November’s Magnificent Jewels sale at Sotheby’s in Geneva will include a magnificent diamond and emerald jewel with impeccable royal provenance: Empress Eugénie’s Emerald Bracelet.
On Wednesday, November 9, Sotheby’s will offer this antique diamond and emerald bracelet, which dates to the 1850s, as part of their Magnificent Jewels and Noble Jewels sale in Geneva. The lot notes for the auction describe the bracelet as a “fine emerald and diamond bracelet” with a “step-cut emerald, within a stylised floral surround of circular-cut and cushion-shaped diamonds” and “an articulated openwork strap set with similarly-cut diamonds” in silver and gold. The emerald set in the bracelet comes from Colombia.
The first documented owner of the bracelet was Eugénie de Montijo, one of the most fascinating royal women of the nineteenth century. She was born into a family of Spanish aristocrats in Granada in 1826. Educated in Paris, Eugénie caught the eye of Louis-Napoléon Bonaparte in 1849, when he was President of France. After seizing power by force, he became Emperor Napoleon III of France in 1852, and when he married Eugénie the following year, she became an empress.
The collection of jewelry that the glamorous Empress Eugénie included a set of jewels set with diamonds and emeralds. The suite included a dazzling tiara made for her by the Parisian jeweler Eugène Fontenay. She wears the tiara in the portrait above, which dates to the 1860s. Emeralds were among Eugénie’s favorite gemstones, in part because they looked so beautiful with her red hair.
The emerald and diamond bracelet that will be sold at Sotheby’s also comes from the same suite of imperial emerald jewelry. In the image above, from the same 1860s portrait session, Eugénie is wearing a bracelet on her right wrist that looks very much like the one that will be auctioned shortly in Switzerland.
Here’s another view of the bracelet for comparison purposes. Eugénie wore her emeralds throughout her husband’s reign, which came to a sudden halt in 1871 after France’s defeat in the Franco-Prussian War. The family fled into exile in England, settling in Chislehurst in Kent. Eugénie began to search for ways to support herself and her husband and son in their new life. Selling off pieces of jewelry that she’d managed to bring out of France seemed like the ideal way to earn extra income. In 1872, she auctioned numerous pieces at Christie’s in London.
But not all of her emeralds were sold in that auction. She kept some pieces in her jewelry box, parceling them out over the years as gifts to royal friends. The lucky recipients included her goddaughter, Queen Victoria Eugenie (“Ena”) of Spain. When Empress Eugénie died in 1920, she bequeathed nine of the emeralds to Ena in her will. Queen Ena took the emeralds to a Spanish jewelry firm, Sanz, and had them set in a necklace. She also wore the jewel occasionally as a bandeau-style tiara.

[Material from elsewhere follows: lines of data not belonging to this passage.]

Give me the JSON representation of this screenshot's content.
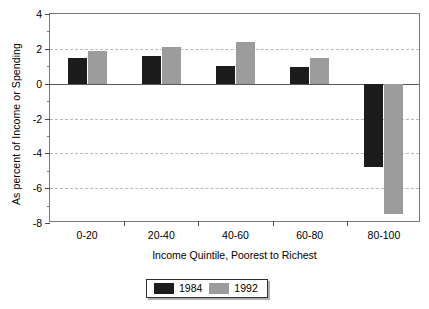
{
  "chart_data": {
    "type": "bar",
    "title": "",
    "xlabel": "Income Quintile, Poorest to Richest",
    "ylabel": "As percent of Income or Spending",
    "categories": [
      "0-20",
      "20-40",
      "40-60",
      "60-80",
      "80-100"
    ],
    "series": [
      {
        "name": "1984",
        "color": "#1c1c1c",
        "values": [
          1.5,
          1.6,
          1.0,
          0.95,
          -4.8
        ]
      },
      {
        "name": "1992",
        "color": "#9c9c9c",
        "values": [
          1.85,
          2.1,
          2.4,
          1.45,
          -7.5
        ]
      }
    ],
    "ylim": [
      -8,
      4
    ],
    "ytick_labels": [
      "4",
      "2",
      "0",
      "-2",
      "-4",
      "-6",
      "-8"
    ],
    "ytick_values": [
      4,
      2,
      0,
      -2,
      -4,
      -6,
      -8
    ],
    "yminor_values": [
      3,
      1,
      -1,
      -3,
      -5,
      -7
    ],
    "gridlines_at": [
      2,
      -2,
      -4,
      -6
    ],
    "grid": true,
    "zero_line": true,
    "legend_position": "bottom-center"
  }
}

Over the years, Ena had the emerald necklace remodeled. In 1962, she sold the jewel and a few other emerald pieces to help pay for the wedding of her grandson, Infante Juan Carlos (later King Juan Carlos of Spain). Harry Winston bought the necklace and used the emeralds in a new necklace for another royal women: Farah Pahlavi of Iran. She wears the necklace above in the early 1960s with her Seven Emeralds Tiara. The necklace has apparently since left Iran, though not with the former imperial family.
The diamond and emerald bracelet took another path entirely. Empress Eugénie sold the jewel privately to Russell Sturgis, an American-born merchant who became head of Barings Bank in London. (Eugénie and her late husband, who died in 1873, both banked with Baring Brothers.) Sturgis died in 1887, and at some point, ownership of the bracelet was transferred to his daughter, Mary. (Like her good friend, Queen Mary, Mary Sturgis was called “May.”) May was married twice: first to Leopold Richard Seymour, son of the British diplomat Sir George Hamilton Seymour, and then after his death to the lawyer and politician Bertram Falle. In the 1930s, May used her fortune to buy a peerage for her second husband, elevating them to the titles of Lord and Lady Portsea.
During World War II, May Portsea decided to sell Empress Eugénie’s emerald and diamond bracelet to a new owner. It was purchased by a private collector, a Mr. Peterson, in an auction at Christie’s in London on May 1, 1940. The purchase price for the piece was £2,000.
Four decades later, the bracelet was sold by Christie’s for a second time. On October 6, 1998, the bracelet was sold again in a public auction. This time, the jewel fetched £45,500.
And now, the bracelet will be sold again, this time through Sotheby’s in Geneva. The auction will take place on Wednesday, November 9, and the estimate for the bracelet is set at 60,000-80,000 Swiss francs (approximately £52,000-70,000 or $60,000-81,000 USD).